Image: Defender Wildlife & Pest Control
Thousands of Americans now battle relentless fatigue, joint pain, neurological fog, and misdiagnoses that conventional medicine labels as "all in your head" or autoimmune mimics—yet declassified evidence points to U.S. military experiments releasing infected ticks during the Cold War, amplifying a stealth microbe that evades detection and destroys health from within.
The Borrelia Invasion and Its Hidden Vectors
Borrelia burgdorferi, the spirochete behind Lyme disease, operates as a stealth-type microbe that suppresses or evades immune response entirely. Dr. Edward Group describes these as pathogens that "invade" deep into brain, joints, heart, liver, and nervous system, mimicking rheumatoid arthritis, Parkinson's, multiple sclerosis, chronic fatigue, fibromyalgia, ALS, ADHD, Alzheimer's, anxiety, and depression.
Evidence shows transmission extends far beyond ticks: sexual contact, breast milk, saliva, tears, semen, and donated blood carry the risk, making containment impossible once established.
Standard tests fail up to 50% of cases because the immune system often mounts no detectable response, leaving chronic sufferers chasing symptoms for over a decade while dismissed by conventional practitioners.
Cold War Tick Releases Coincide with Northeast Outbreaks
Declassified records detail CIA deployment of pathogen-infected ticks on Cuban sugarcane workers in 1962 under Operation Mongoose to incapacitate labor through biological agents. A former operative recounted dropping infected ticks from low-flying aircraft, later ordered to burn all clothing after his infant son developed severe fever.

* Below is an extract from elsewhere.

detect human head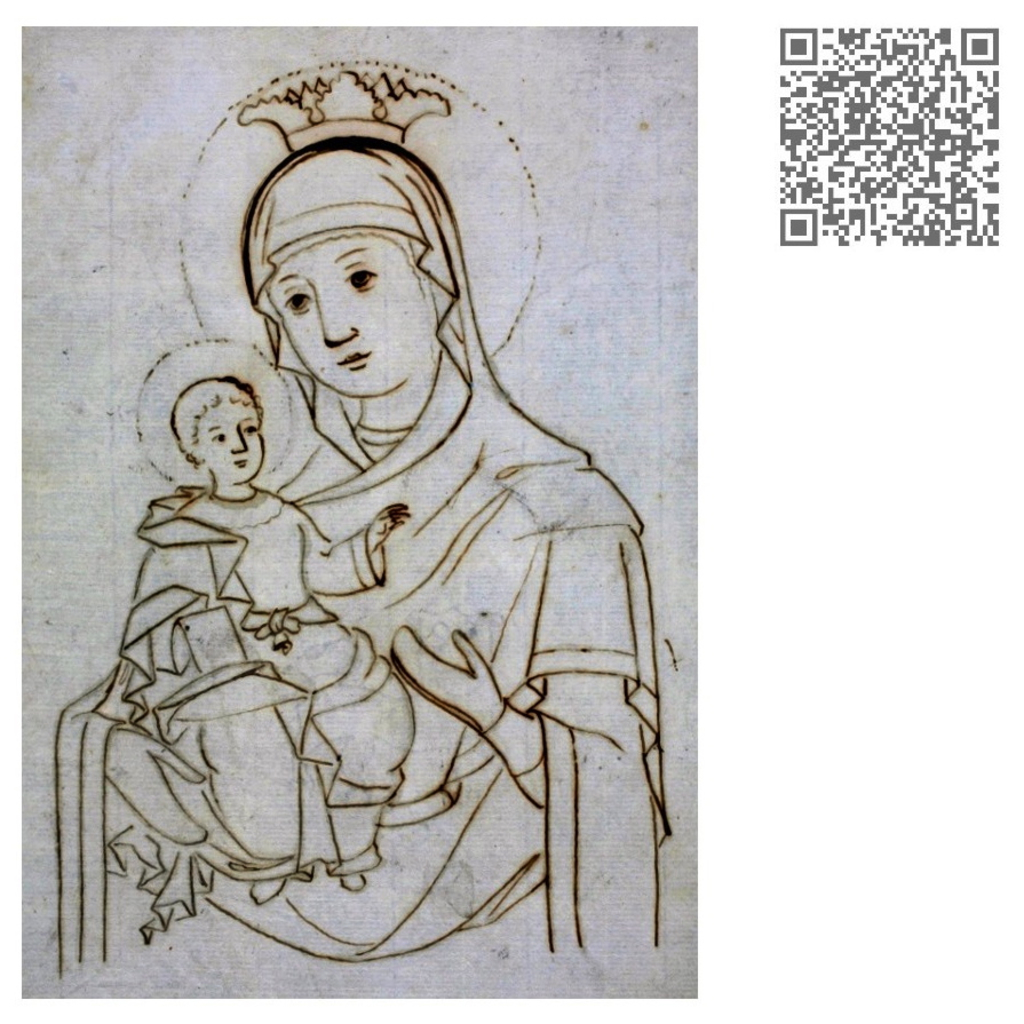
[left=245, top=136, right=467, bottom=402]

Between 1966–1969, the U.S. military released 282,800 radioactive-tagged lone star ticks across Virginia bird migration routes. Prior to these experiments, lone star ticks stayed below the Mason-Dixon Line; within years, populations appeared on Long Island. These releases aligned with initial outbreaks of tick-borne illnesses in the Northeast, including Rocky Mountain spotted fever in 1970 and Lyme arthritis in 1972.
Plum Island Animal Disease Center, run by the Army Chemical Corps from 1952–1969 and located just 13 miles from Lyme, Connecticut, bred hundreds of thousands of ticks—including African species—for biowarfare study. Wildlife movement between the island and mainland provided clear escape routes for pathogens. If mapped, the heaviest Lyme-impact zone centers directly on Plum Island.

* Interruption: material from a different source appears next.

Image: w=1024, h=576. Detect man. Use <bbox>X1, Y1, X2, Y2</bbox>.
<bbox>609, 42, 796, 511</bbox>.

Suppressed Discoveries Block Effective Recovery
Willy Burgdorfer, who identified Borrelia burgdorferi in 1982, left unpublished garage research revealing a second pathogen—Rickettsia helvetica, dubbed the "Swiss Agent"—in Lyme patients showing strong blood-test reactions. He was directed to exclude it from his landmark paper, contributing to 40 years of misdiagnosis and failed treatments for chronic cases. In a 2013 interview, Burgdorfer cryptically stated, "I didn't tell you everything," before refusing further details.
Congress responded in 2019 by mandating Department of Defense investigation into whether ticks and insects served as biological weapons from 1950–1975, and if accidental or intentional releases occurred. The push stemmed from mounting evidence, including Kris Newby's book documenting the secret history.

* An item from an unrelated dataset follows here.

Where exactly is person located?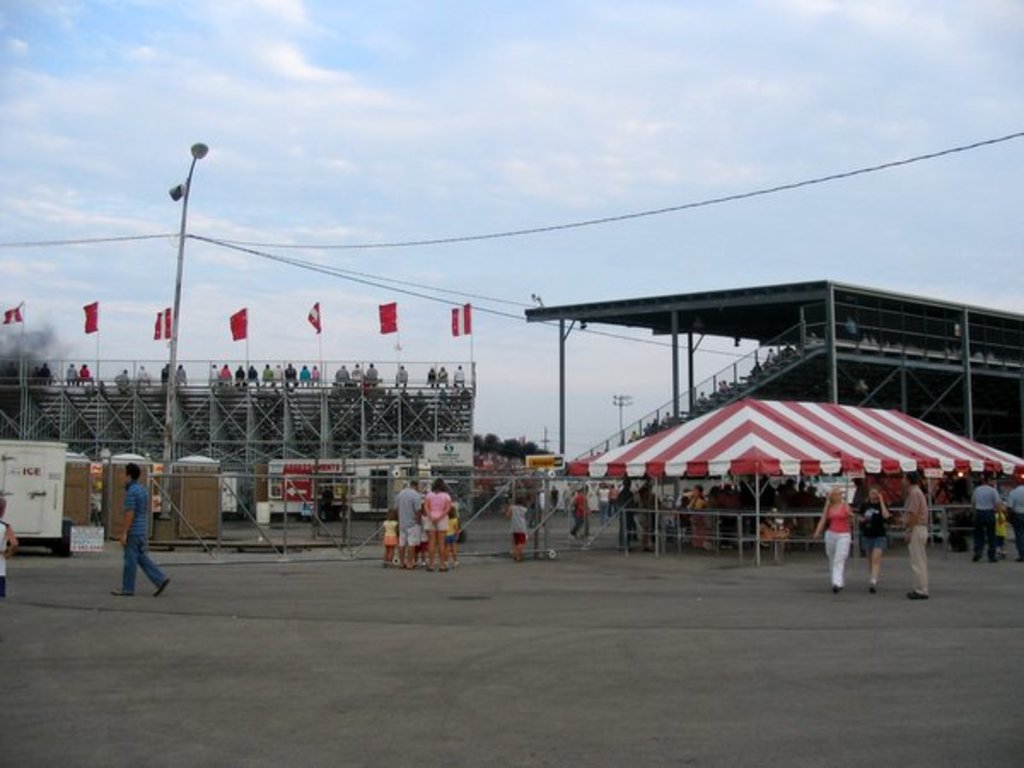
Its bounding box is rect(415, 473, 447, 573).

Terrain-Based Healing Counters the Damage
Borrelia and co-infections thrive in compromised terrain—toxic livers, altered gut microbiomes, metals, parasites, EMFs, and synthetic biology exposures weaken natural defenses. Dr. Edward Group positions Lyme among multiple vectors harming mind, body, and soul in an era of unprecedented synthetic assaults.
Recovery demands full detoxification to reactivate self-healing: address congested livers, restore microbiomes, and eliminate stealth microbes through natural protocols. Dr. Edward Group emphasizes terrain recovery over symptom suppression, using targeted cleanses to remove barriers and unleash the body's innate repair capacity.
Stevia extract (whole leaf or alcohol form) demonstrates potent activity against Borrelia, offering a natural tool in the fight.